We manage to compile and post our blog and do emails etc by making the most of every opportunity which presents itself to access the internet. The blog is written on a Samsung NC10 mini laptop which has the advantages of being very light and with a long battery life. Whenever we can connect to the Internet, either through WIFI or a network point, we send off a few chapters. All of the pictures and videos we take are transferred to the laptop very easily by inserting the memory card into a slot on the laptop and then we edit them down to a reasonable number and some go into the blog.

Access to the Internet is not universally available for travellers although most medium sized towns will have an internet cafe somewhere – costs vary from “Free at McDonalds” to $5 per hour (£2.50) as a typical price through to as much as $25. The ideal solution for us is somewhere where we can plug the laptop straight in thus avoiding the chance of virus infection which is prevalent at Internet Cafes. For such as large country, Australia has a very good mobile phone system and mobile broadband is widely available at a very high cost (therefore we do not use it). Our three mobile phones connect to three different networks (two UK and one Australian) and it is the Telstra 3G system which has proved to have the widest geographical coverage.  We chose a “rural Telstra T6 phone” which was sold as not having all of the bells and whistles but was a basic phone with good rural coverage.
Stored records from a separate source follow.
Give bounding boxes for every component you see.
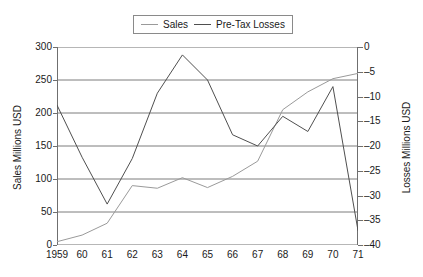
y-axis-left-tick-label: 250 (12, 75, 52, 85)
y-axis-right-tick-label: –20 (364, 141, 404, 151)
y-axis-left-tick-mark (53, 245, 57, 246)
chart-figure: Sales Pre-Tax Losses Sales Millions USD … (0, 0, 423, 277)
y-axis-right-tick-mark (358, 72, 363, 73)
y-axis-left-tick-label: 100 (12, 174, 52, 184)
y-axis-right-tick-label: –15 (364, 116, 404, 126)
y-axis-right-tick-label: –5 (364, 67, 404, 77)
legend-swatch-losses-icon (194, 24, 211, 25)
y-axis-left-tick-label: 300 (12, 42, 52, 52)
y-axis-right-tick-label: –30 (364, 191, 404, 201)
plot-area (57, 47, 358, 245)
legend-item-sales: Sales (141, 19, 188, 30)
y-axis-left-tick-label: 200 (12, 108, 52, 118)
y-axis-right-tick-label: 0 (364, 42, 404, 52)
chart-legend: Sales Pre-Tax Losses (133, 15, 293, 34)
series-line-pre-tax-losses (57, 55, 358, 231)
y-axis-left-tick-label: 150 (12, 141, 52, 151)
y-axis-right-tick-mark (358, 171, 363, 172)
y-axis-right-tick-mark (358, 146, 363, 147)
series-line-sales (57, 73, 358, 241)
x-axis-tick-label: 71 (338, 249, 378, 260)
y-axis-left-tick-label: 50 (12, 207, 52, 217)
plot-svg (57, 47, 358, 245)
y-axis-right-tick-mark (358, 121, 363, 122)
y-axis-right-tick-label: –10 (364, 92, 404, 102)
legend-label-sales: Sales (163, 19, 188, 30)
legend-label-pre-tax-losses: Pre-Tax Losses (216, 19, 285, 30)
y-axis-right-tick-mark (358, 245, 363, 246)
y-axis-right-tick-mark (358, 220, 363, 221)
y-axis-right-tick-mark (358, 97, 363, 98)
legend-item-pre-tax-losses: Pre-Tax Losses (194, 19, 285, 30)
y-axis-right-tick-mark (358, 196, 363, 197)
legend-swatch-sales-icon (141, 24, 158, 25)
y-axis-right-tick-mark (358, 47, 363, 48)
y-axis-right-tick-label: –35 (364, 215, 404, 225)
y-axis-right-tick-label: –25 (364, 166, 404, 176)
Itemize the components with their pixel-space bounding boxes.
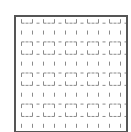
dashed-grid-pattern xyxy=(16,17,126,131)
grid-frame xyxy=(14,15,128,132)
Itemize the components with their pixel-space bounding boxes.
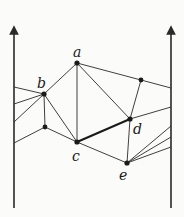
edge-b-a: [44, 63, 77, 94]
graph-diagram: a b c d e: [0, 0, 184, 217]
label-a: a: [73, 44, 81, 60]
edge-d-wall: [130, 107, 171, 119]
node-e: [124, 160, 129, 165]
edge-b-p2: [44, 94, 45, 127]
label-c: c: [72, 148, 80, 164]
node-a: [74, 60, 79, 65]
edge-b-c: [44, 94, 77, 142]
label-d: d: [133, 121, 142, 137]
edge-p1-wall: [141, 80, 171, 88]
label-b: b: [37, 75, 46, 91]
edge-e-wall-2: [127, 137, 171, 163]
edge-e-wall-3: [127, 147, 171, 163]
edge-d-p1: [130, 80, 141, 119]
node-p1: [139, 78, 144, 83]
edge-wall-b-2: [14, 94, 44, 104]
edge-c-e: [77, 142, 127, 163]
node-c: [74, 139, 79, 144]
node-b: [41, 91, 46, 96]
edge-d-e: [127, 119, 130, 163]
node-d: [127, 116, 132, 121]
label-e: e: [119, 167, 127, 183]
node-p2: [43, 125, 48, 130]
edge-c-d-bold: [77, 119, 130, 142]
edge-p2-wall: [14, 127, 45, 143]
edge-a-d: [77, 63, 130, 119]
edge-wall-b-3: [14, 94, 44, 122]
edge-a-p1: [77, 63, 141, 80]
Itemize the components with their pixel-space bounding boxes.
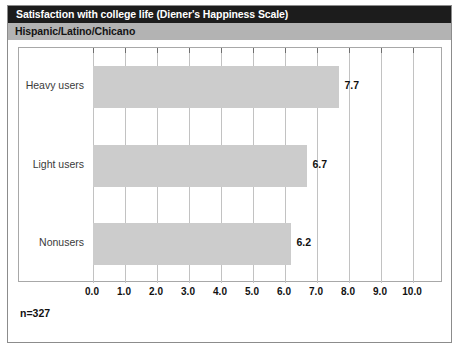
x-axis-tick: [221, 48, 222, 53]
x-axis-tick: [93, 48, 94, 53]
x-axis-tick-label: 10.0: [387, 286, 437, 297]
x-axis-tick: [125, 48, 126, 53]
bar-value-label: 7.7: [344, 79, 359, 91]
category-label: Light users: [16, 158, 84, 170]
x-axis-tick: [381, 48, 382, 53]
chart-title: Satisfaction with college life (Diener's…: [16, 8, 288, 20]
x-axis-tick: [253, 48, 254, 53]
gridline: [381, 48, 382, 283]
x-axis-tick: [349, 48, 350, 53]
category-label: Nonusers: [16, 236, 84, 248]
chart-title-bar: Satisfaction with college life (Diener's…: [8, 6, 451, 23]
chart-subtitle: Hispanic/Latino/Chicano: [15, 25, 135, 37]
bar-value-label: 6.7: [312, 158, 327, 170]
bar: [93, 66, 339, 108]
chart-figure: Satisfaction with college life (Diener's…: [0, 0, 459, 352]
x-axis-tick: [189, 48, 190, 53]
chart-subtitle-bar: Hispanic/Latino/Chicano: [8, 23, 451, 40]
x-axis-tick: [317, 48, 318, 53]
sample-size-footnote: n=327: [20, 307, 50, 319]
category-label: Heavy users: [16, 79, 84, 91]
x-axis-tick: [157, 48, 158, 53]
bar: [93, 145, 307, 187]
x-axis-tick: [413, 48, 414, 53]
bar: [93, 223, 291, 265]
gridline: [413, 48, 414, 283]
bar-value-label: 6.2: [296, 236, 311, 248]
x-axis-tick: [285, 48, 286, 53]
Other than a rudimentary address book, it seems to do all that an expensive UK phone will do and also is very good at accessing the internet (again at a price).

Keeping in touch by phone with the UK has been quite easy because Vodafone abolished their roaming charges for European countries for the summer period and decided that Australia and New Zealand were in Europe and so we can call the UK for 7.5p a minute (previously £1.70), receive calls for no cost (previously 70p per minute) and we have 600 free texts per 30 day period (previously 50p per text). The only disadvantage for us is that Vodafone is only accessible in the larger towns and we are avoiding many of those.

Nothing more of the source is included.